Because Thoth Said So

"One describes a tale best by telling the tale. You see? The way one describes a story, to oneself or to the world, is by telling the story. It is a balancing act and it is a dream. The more accurate the map, the more it resembles the territory. The most accurate map possible would be the territory, and thus would be perfectly accurate and perfectly useless.
The tale is the map that is the territory.
You must remember this.
- from the notebooks of Mr. Ibis" – Neil Gaiman, American Gods

I will be perfectly honest – what interested me most about the archive visit was not the process of archival or even the contents archived (though waving around George Szell’s conducting baton while intoning Wingardium Leviosa! was tremendous fun), but rather the philosophy behind the archivist’s job: What gets saved? Why save anything? How does one catalogue what one has saved? What’s the purpose of the archive?

I’ll deal mostly with the last, because it really is the driving force behind all the others. The archivist is motivated by two somewhat exclusionary goals: to preserve the integrity of the archive’s contents for as long as possible, and to aid deserving persons in their research. The clash, in this case, stems from the second law of thermodynamics: that great bogeyman, entropy. The only way to preserve the archive unto the ages is to keep it far away from destructive forces, like bright light, oxygen, and above all people. Of course, to do so is to defeat the second purpose, for an archive that goes unread is of use to nobody at all. The successful fulfillment of the archivist’s role is, as Mr. Ibis puts it, a balancing act.

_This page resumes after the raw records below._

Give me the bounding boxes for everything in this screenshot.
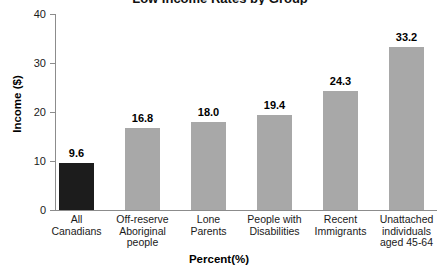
bar-chart-figure: Low Income Rates by Group 010203040 9.61…: [0, 0, 440, 273]
x-axis-category-label-line: All: [42, 214, 111, 226]
y-axis-tick-label-text: 10: [22, 156, 46, 167]
x-axis-category-label-line: aged 45-64: [372, 237, 440, 249]
x-axis-category-label-line: Parents: [174, 226, 243, 238]
x-axis-category-label: LoneParents: [174, 214, 243, 237]
x-axis-line: [55, 210, 437, 211]
x-axis-title: Percent(%): [55, 253, 383, 266]
bar[interactable]: [125, 128, 160, 210]
x-axis-category-label: Off-reserveAboriginalpeople: [108, 214, 177, 249]
bar[interactable]: [59, 163, 94, 210]
x-axis-category-label: Unattachedindividualsaged 45-64: [372, 214, 440, 249]
y-axis-tick-label: 20: [22, 107, 46, 118]
x-axis-category-label: People withDisabilities: [240, 214, 309, 237]
bar[interactable]: [323, 91, 358, 210]
y-axis-tick-label-text: 30: [22, 58, 46, 69]
bar[interactable]: [257, 115, 292, 210]
bar-value-label: 18.0: [181, 107, 236, 118]
bar-value-label: 33.2: [379, 32, 434, 43]
y-axis-tick: [50, 63, 55, 64]
y-axis-tick: [50, 210, 55, 211]
x-axis-category-label-line: people: [108, 237, 177, 249]
bar[interactable]: [389, 47, 424, 210]
y-axis-tick-label-text: 20: [22, 107, 46, 118]
x-axis-category-label-line: Canadians: [42, 226, 111, 238]
x-axis-category-label-line: Recent: [306, 214, 375, 226]
y-axis-tick-label: 30: [22, 58, 46, 69]
x-axis-category-label-line: Unattached: [372, 214, 440, 226]
y-axis-line: [55, 14, 56, 211]
x-axis-category-label: RecentImmigrants: [306, 214, 375, 237]
x-axis-category-label-line: Off-reserve: [108, 214, 177, 226]
x-axis-category-label-line: Immigrants: [306, 226, 375, 238]
bar[interactable]: [191, 122, 226, 210]
y-axis-tick-label: 40: [22, 9, 46, 20]
y-axis-tick: [50, 112, 55, 113]
x-axis-category-label: AllCanadians: [42, 214, 111, 237]
y-axis-tick-label: 10: [22, 156, 46, 167]
x-axis-category-label-line: People with: [240, 214, 309, 226]
y-axis-title: Income ($): [11, 49, 23, 159]
y-axis-tick: [50, 161, 55, 162]
bar-value-label: 16.8: [115, 113, 170, 124]
plot-area: 010203040 9.616.818.019.424.333.2 AllCan…: [0, 0, 440, 273]
x-axis-category-label-line: Lone: [174, 214, 243, 226]
bar-value-label: 24.3: [313, 76, 368, 87]
bar-value-label: 9.6: [49, 148, 104, 159]
y-axis-tick: [50, 14, 55, 15]
y-axis-tick-label-text: 40: [22, 9, 46, 20]
x-axis-category-label-line: Disabilities: [240, 226, 309, 238]
bar-value-label: 19.4: [247, 100, 302, 111]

The archival job is, however, rapidly changing. Once the materials’ descriptions are uploaded to a computer system, the researcher’s job of cross-referencing becomes a matter of minutes or hours instead of days or weeks. Advances in scanning technology, automated handwriting interpretation, and cheap memory mean that, within a century at most, there will be no documents that will not be able to be preserved forever with perfect accuracy. This, of course, will bring with it a whole host of accompanying dilemmas: an enterprising hacker will be able to change the past if he is willing to do the work. But for now, with any scans stored as images rather than interpreted text, modification is much harder to do, as is an automated search of those documents. Researchers continue to rely on abstracts that archivists draw up after a cursory perusal of the document. But the sheer weight of the data that is being continuously generated is staggering. Increasing reliance on email as a mode of intra-office communication means that workers are suddenly creating many times the paper trail they once were. Archivists today need to perform a sort of triage, as it were – what stays and what goes? What is worth saving? Will future generations have a burning desire to know the details of the fourteenth annual coffee party?

I believe firmly that the increasing reliance on computers is a net positive. I am a staunch supporter of open access to information, something that many historical archives are simply unable to grant because of the physical implications of such an idealistic action. Should they do so, they would presently find that they no longer have an archive, but a mass of disintegrating tree innards. Being able to quickly and automatically preserve documents allows resolution of the archivist’s conflicting goals, describing the tale of our past as well as humanly possible.